Unlikely to happen or be important in the near future, or tending to escape detection or attention.
In an abnormal manner, especially in a manner that causes damage or malfunctioning.
Working in a trade as a foreman, administrator, business owner, etc., rather than doing manual labour.
In an extemporaneous manner; without careful thought, preparation, or investigation.
No longer maintaining a program of self-improvement or abstinence from an undesirable habit, especially drinking alcohol.
In or into a process of energetic engagement in some activity; in or into a phase of conspicuously increasing satisfaction or success.

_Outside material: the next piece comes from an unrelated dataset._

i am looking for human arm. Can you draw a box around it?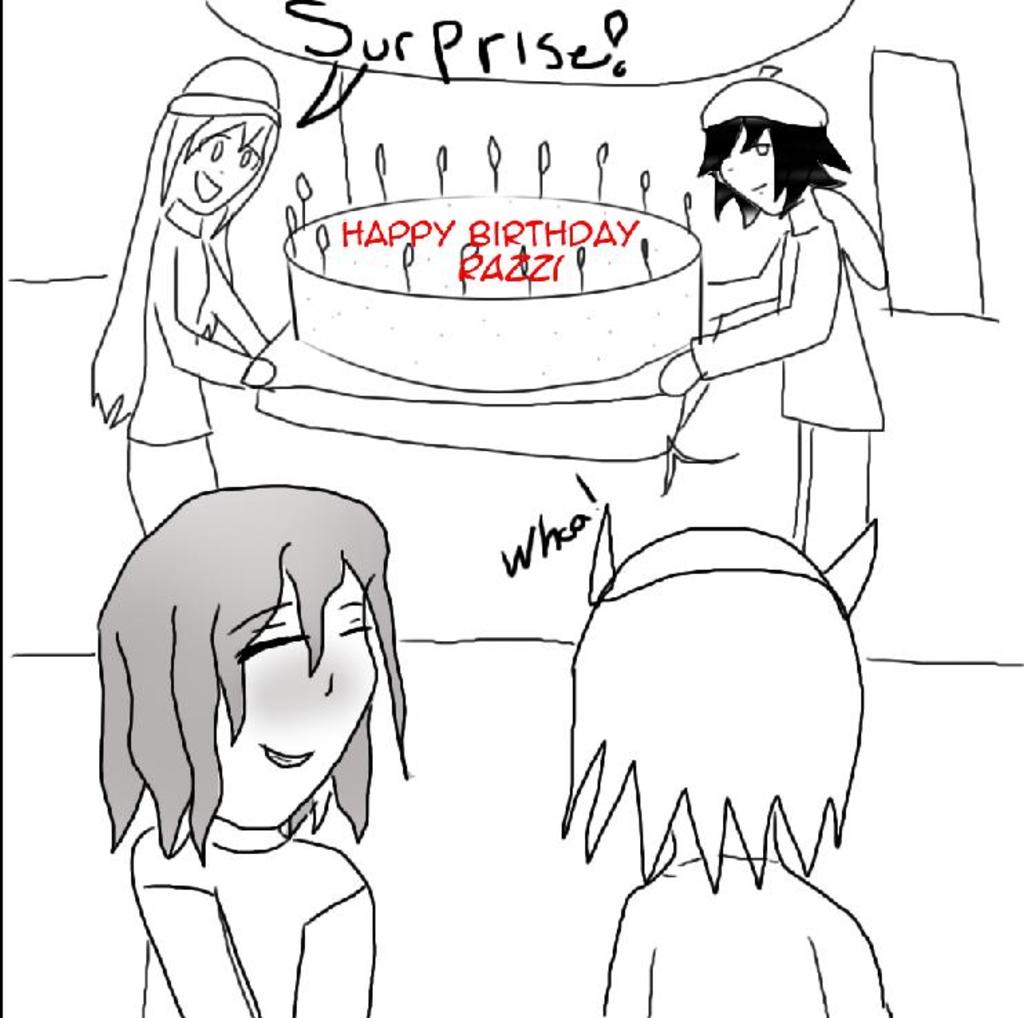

In the New York City area, a small theater with fewer than 300 seats, or a production in such a theater, usually away from the Broadway theater district, which operates under special rules from the theatrical unions and permits mounting productions at a much lower cost.
A logic error where a value, typically the number of iterations of a loop, is specified incorrectly, being either 1 less or 1 more than it should be.

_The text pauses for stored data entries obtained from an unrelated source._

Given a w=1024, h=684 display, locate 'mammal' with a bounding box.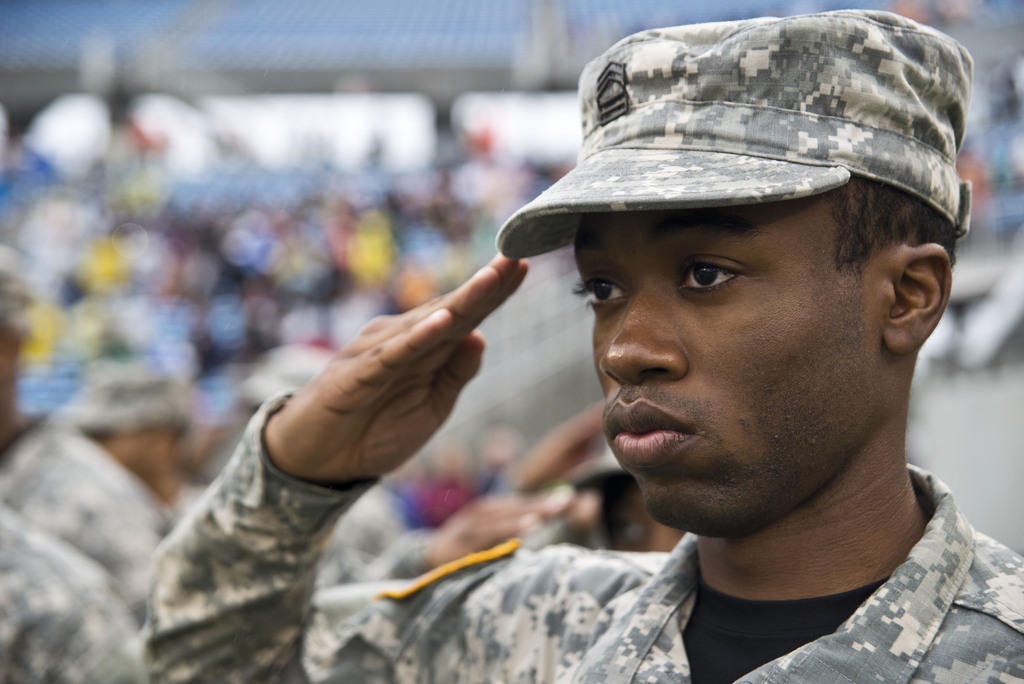
Located: [488,405,615,496].
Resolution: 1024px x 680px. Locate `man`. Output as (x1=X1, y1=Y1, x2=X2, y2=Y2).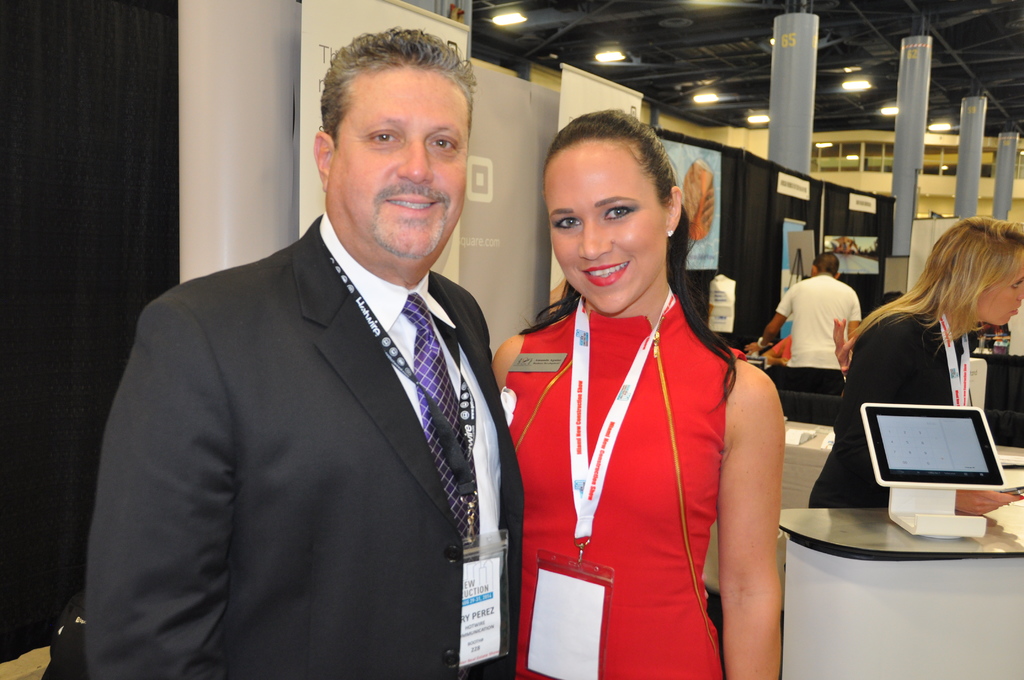
(x1=90, y1=44, x2=542, y2=665).
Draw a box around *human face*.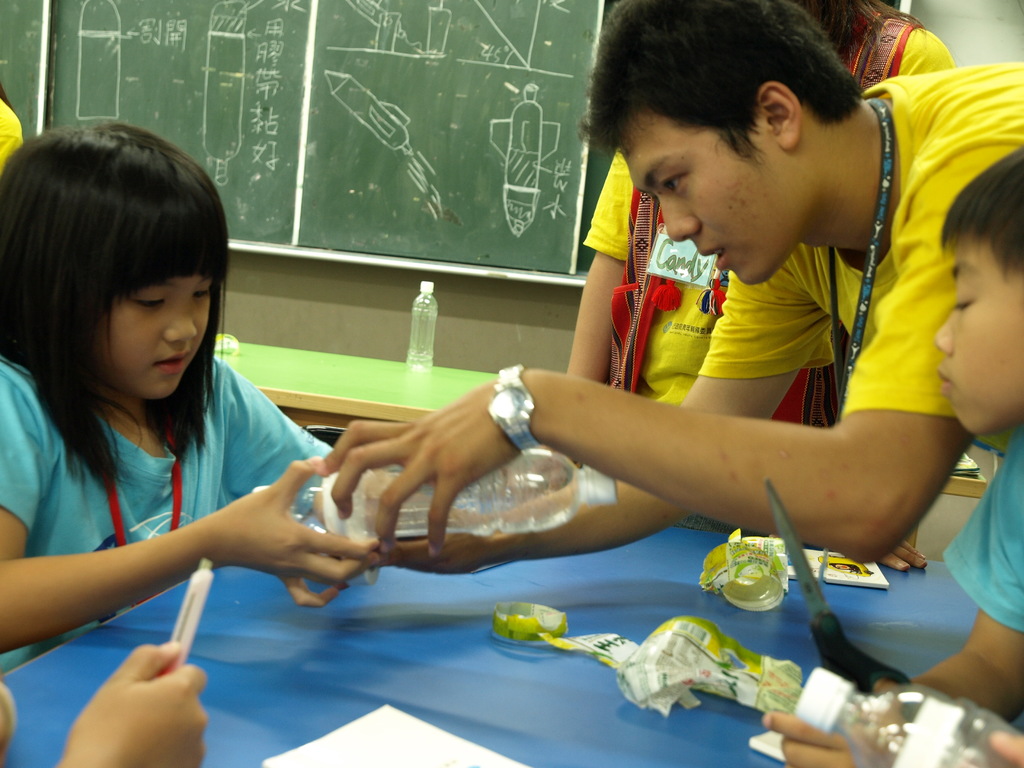
Rect(937, 234, 1023, 436).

An unnatural flavor in a food or drink product caused by the presence of undesirable compounds due to contamination or deterioration.
Spelling & Dictionary Insight
The English alphabetical index for the letter O contains 15,494 headwords drawn from our Wiktionary-derived dictionary table. At 50 entries per page the browse splits into 310 pages, and you are currently viewing page 48. Every row above is a dictionary-backed entry with a canonical slug, and each links through to a full definition page with pronunciation, senses, etymology, and related-word data where available.
On this page 50 of 50 entries carry a part-of-speech tag and 50 carry at least one stored definition. Coverage varies across letters because Wiktionary volunteers build entries at different speeds for different parts of the alphabet, letters with common starting sounds (S, C, T, P) usually have the densest coverage, while less frequent starters (X, Q, Z) tend to have shorter but more specialised lists. PlainSpell surfaces whatever data is present and links back to the source when a definition is not yet recorded.
For readers using this index as a spelling reference, the guarantee is that every form you see on the list is a documented English headword, not a guess, not a derived inflection lacking a lemma row. If a word you expected to find is absent from the "O" list, it usually means the form exists only as an inflection of another lemma (e.g. a past participle stored under the infinitive) or the entry has not yet been imported from Wiktionary. Use the search bar or the misspelling lookup to resolve these cases.